Bank of America dropped support for multiple accounts in an update earlier this year and made the app slower. It later brought back multiple-account support. I dropped BofA, too, but for reasons related to its unabashed greed rather than its inept update.

A good UI is critical for a successful mobile app, and that means the ability to resize text and other UI elements, especially for people like me, who use mobile devices on the go and often don't have a pair of reading glasses handy. This is one of the most pervasive flaws in mobile apps. It's terrible when an app like News Pro goes from good to bad in this regard, given how many apps are subpar from the get-go -- such as BBC News (for both iPad and iPhone), Apple fanboy news app TUAW (for iPhone), and American Express (for iPad; the iPhone version is good). It's not just an iOS issue, of course -- I see the same issues in the equivalent Android apps, as well as in built-in messaging apps in Windows Phone.

Another component of a good UI is easy, minimized navigation. Apps are all over the map in this regard. Some, like News Pro, had decent navigation but ruined it by adding too many options and, thus, extra steps for what used to be common activities.
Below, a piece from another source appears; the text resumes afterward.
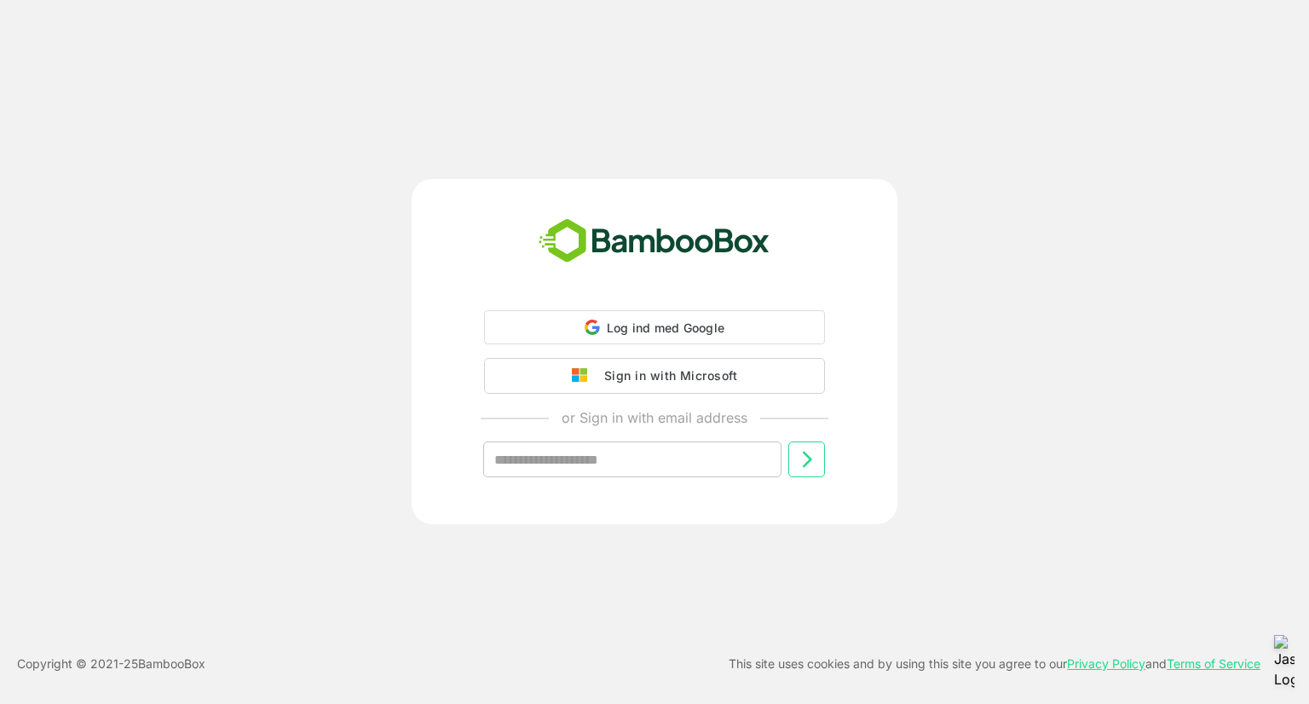 Image resolution: width=1309 pixels, height=704 pixels. What do you see at coordinates (655, 327) in the screenshot?
I see `div: Log ind med Google` at bounding box center [655, 327].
This sin is common to desktop apps -- ask any user of Adobe software about how much gunk accrues with each upgrade, resulting in both unfathomable clutter and an increasing numbers of steps as the kitchen-sink functionality breaks down to multiple layers to navigate through. I've sadly watched Creative Suite become riddled with such barnacleware over the years, and Adobe is methodically complexifying its Omniture SiteCatalyst Web app as well.

A related flaw is offering too many options, as in the case of the San Francisco Chronicle iPad app, which has multiple navigation methods that could easily be simplified. Less is more, as any Apple aficionado can tell you -- even as you add features and are tempted to pile on navigation methods in parallel. At least the Chronicle app as a whole is effective in presenting the news stories readably. But even better are the Economist, Le Monde, and New York Times apps.

Sometimes, the clutter is the problem, as the app tries to do too much and resembles Frankenstein's monster as a result. A great example of this is the Print n Share app, which brought wireless printing to iOS devices. At the time it came out, "air sharing" -- using Wi-Fi to send files between iOS devices and computers -- was a popular category. Many apps added it, even if it was not core to their purpose. Print n Share was one of those, but it didn't stop there: It also has email, a browser, address book, camera, and photo allbum. The app is a mess, and using it to print is not easy.

The issue is moot now, however. iOS 5 eliminated the technical loophole that such apps use to access non-AirPrint-compatible printers (there are still few). Print n Share no longer can print anything but emails and Web pages, and only by opening them in its app. It's all been killed by iOS 5, so its poor UI is now the least of its problems.